18 Dec 2013

The Spirit of Christmas

This new report by Green MEP Keith Taylor shows a 60% rise in food bank use and thousands facing a hungry Christmas: http://ow.ly/rNhZ5 

The report focuses on the South East, an area traditionally a lot better off than much of the country. It is a shocking thing that in an affluent nation like ours, anyone should be hungry, but hunger is on the rise. Malnutrition is a real risk for people who regularly miss meals, or go more than five days without eating, with long term health implications for people who aren’t eating properly. If you’ve never done that, you might take a moment to try and imagine what it’s like not to be able to afford to eat properly. Weight is no indicator, either. A person eating a badly balanced diet, can be both obese and suffering malnutrition. Junk food with lots of calories but little nutritional value, is often a cheap option.

The Charity The Trussell Trust runs a number of foodbanks in Stroud district – typically open for a few hours several days a week, they are giving food to some of the most desperate people in the district. Dursley Tabernacle, Douglas Morley Hall in Stonehouse, Wotton Baptist Church and The Cross at Parliament Street, Stroud, all host foodbanks. http://strouddistrict.foodbank.org.uk/

Of course you have to be able to get there. We have a lot of smaller villages across the district, many of which do not get much of a bus service. The person who cannot afford food probably also can’t afford the cost of petrol, or a bus ticket even assuming a bus is available. We might imagine the countryside as a place for the wealthy, but many of our villages also have small pockets of council housing, and older people in houses bought before rural property prices inflated so outrageously. We have a small population of people living on narrowboats as well. The tendency of foodbanks to be in small towns, may hide the extent of rural poverty and the people who cannot access that help.

The rise in foodbanks marks the failure of our modern politics and culture. They are proof of a corrupt system that punishes the poor for being poor. The government may talk of ‘recovery’ but Shelter (http://www.shelter.org.uk/) are telling us there will be some 80,000 homeless children in the UK this Christmas. And how many hungry people? This is not recovery, this is the destruction of lives, and an assault on civilization.
 
St Nicholas was a saint famous for giving to others. This Christmas, charity at home is more critical, more needed than it’s been since the Victorian era. You can bet the bankers who wrecked our economy, and the politicians who dish out the austerity measures will not be going hungry on Christmas day, or any other day. Plenty of other people will. It’s not acceptable.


**Brief**
Below are entries; output exactly the lines from the one with "Find window bbox." to the one with "Extract the location", both included, and nothing else.

**Records supplied**
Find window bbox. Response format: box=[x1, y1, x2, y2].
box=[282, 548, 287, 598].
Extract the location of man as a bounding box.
...
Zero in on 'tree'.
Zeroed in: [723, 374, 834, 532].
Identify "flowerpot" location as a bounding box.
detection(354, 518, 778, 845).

**Result of this task**
Find window bbox. Response format: box=[x1, y1, x2, y2].
box=[282, 548, 287, 598].
Extract the location of man as a bounding box.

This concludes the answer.